Aside from the sell-off, levered credit, which allows a company to take on more debt than usual through levered loans or high-yield bonds, was showing healthy fundamentals. “Default rates have been below 2 percent,” said Popkin. “If you also look at the balance sheets of companies, these too have improved significantly. They’re holding a significant amount of cash.” A wave of reissues meant that companies were in good shape to refinance loans that were close to reaching their maturity dates. Popkin said Symphony was looking mostly at higher-quality levered credit; BBB grade, a notch above the high-yield rating, was particularly inexpensive.

Symphony did indeed pick a winner. Levered credit tends to perform well in periods of modest growth, and it rallied in the first quarter of 2012 as the market began to recover from the sell-offs. The rally softened in the second quarter; the Credit Suisse High Yield index returned 1.6 percent while the Credit Suisse Leveraged Loan index returned 1.0 percent. Higher rated loans and debts continued to outperform, however, though the yield on BBB bonds slipped from 5.17 percent in December to 4.7 percent in June, according to Credit Suisse data.
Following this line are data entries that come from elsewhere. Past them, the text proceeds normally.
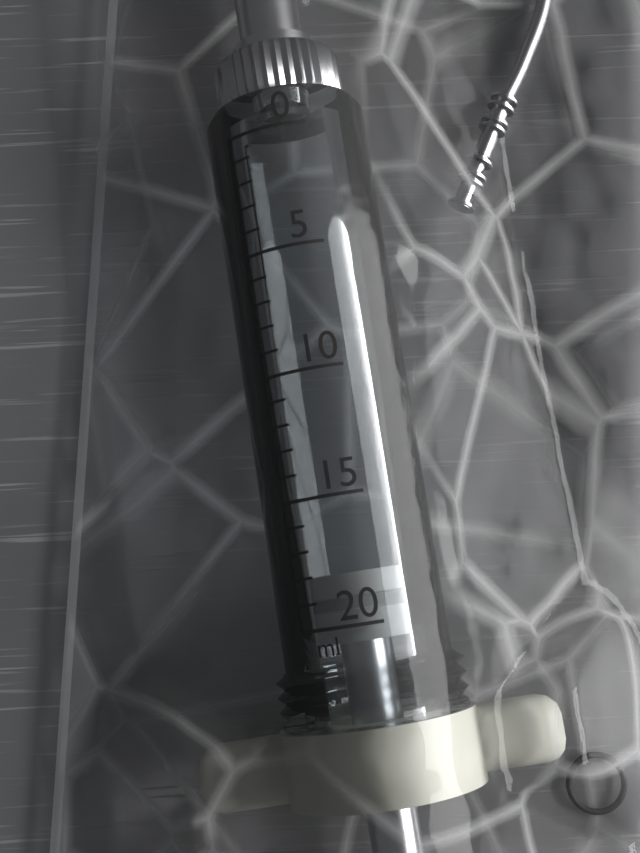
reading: 18 ml
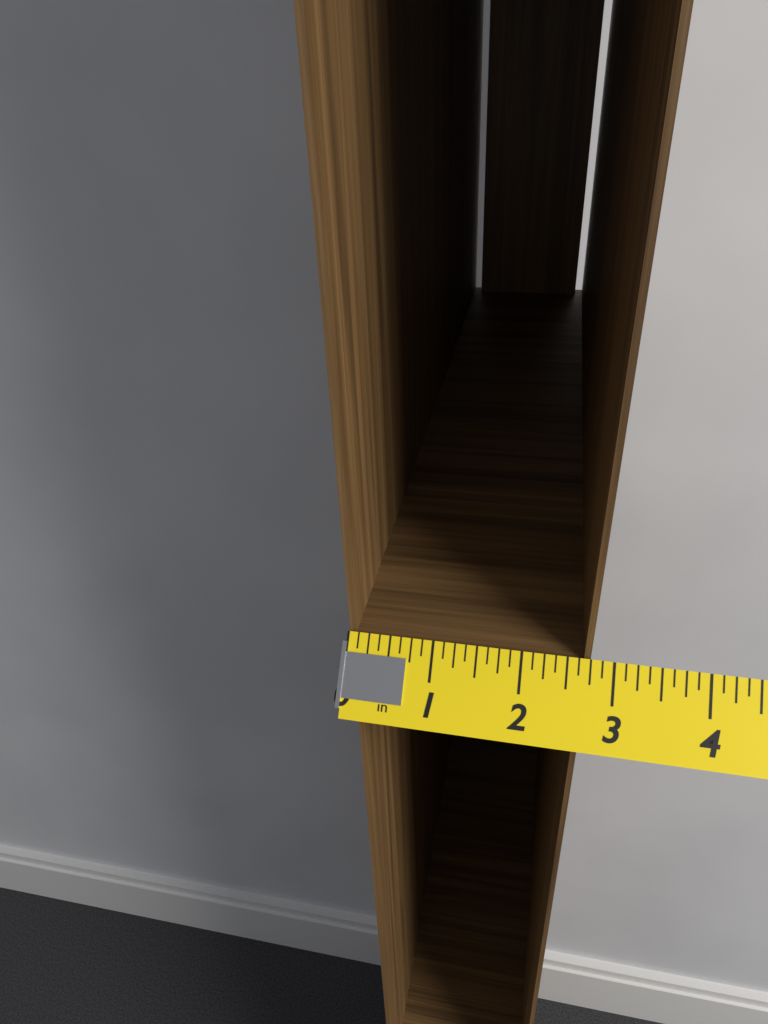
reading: 2.750 in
“After taking risk late last year, we started taking down risk in this strategy in March and April, so that risk levels were reduced significantly,” says Gunther Stein, CEO and chief investment officer of Symphony. “We’re waiting for the prices to go down again, though we’ve added holdings selectively on the margin. Our outlook now is that we’re somewhat more favorably inclined toward levered loans than high yield. Both have a lot of value, but high yield has volatility.”
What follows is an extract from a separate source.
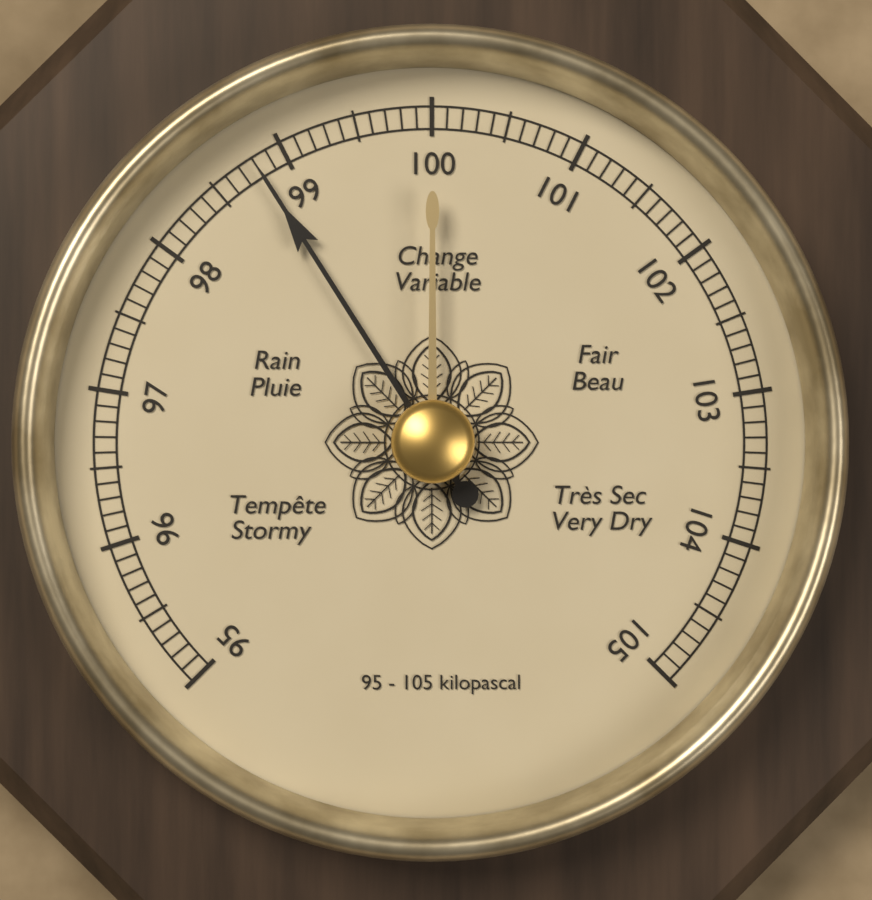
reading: 98.8 kPa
Companies continue to refinance, to the point that the supply of new issues dropped in the second quarter of 2012. A July 2012 report on the high-yield and bank loan outlook from Guggenheim Partners says that in the second quarter the pace of high-yield-bond issuance fell significantly from the record-setting level of $95 billion in the first quarter of 2012. “Since 2009, the capital markets have enabled issuers to refinance nearly $500 billion of high-yield bonds and bank loans. With diminished need for capital, high-yield-bond issuance fell to $51 billion during the second quarter,” the report says. “The rapid pace of new issuance slowed in the second quarter, dropping 46 percent from the record-setting $95 billion in the first quarter. A moderation in issuance combined with continued investor demand should lead to spread tightening.”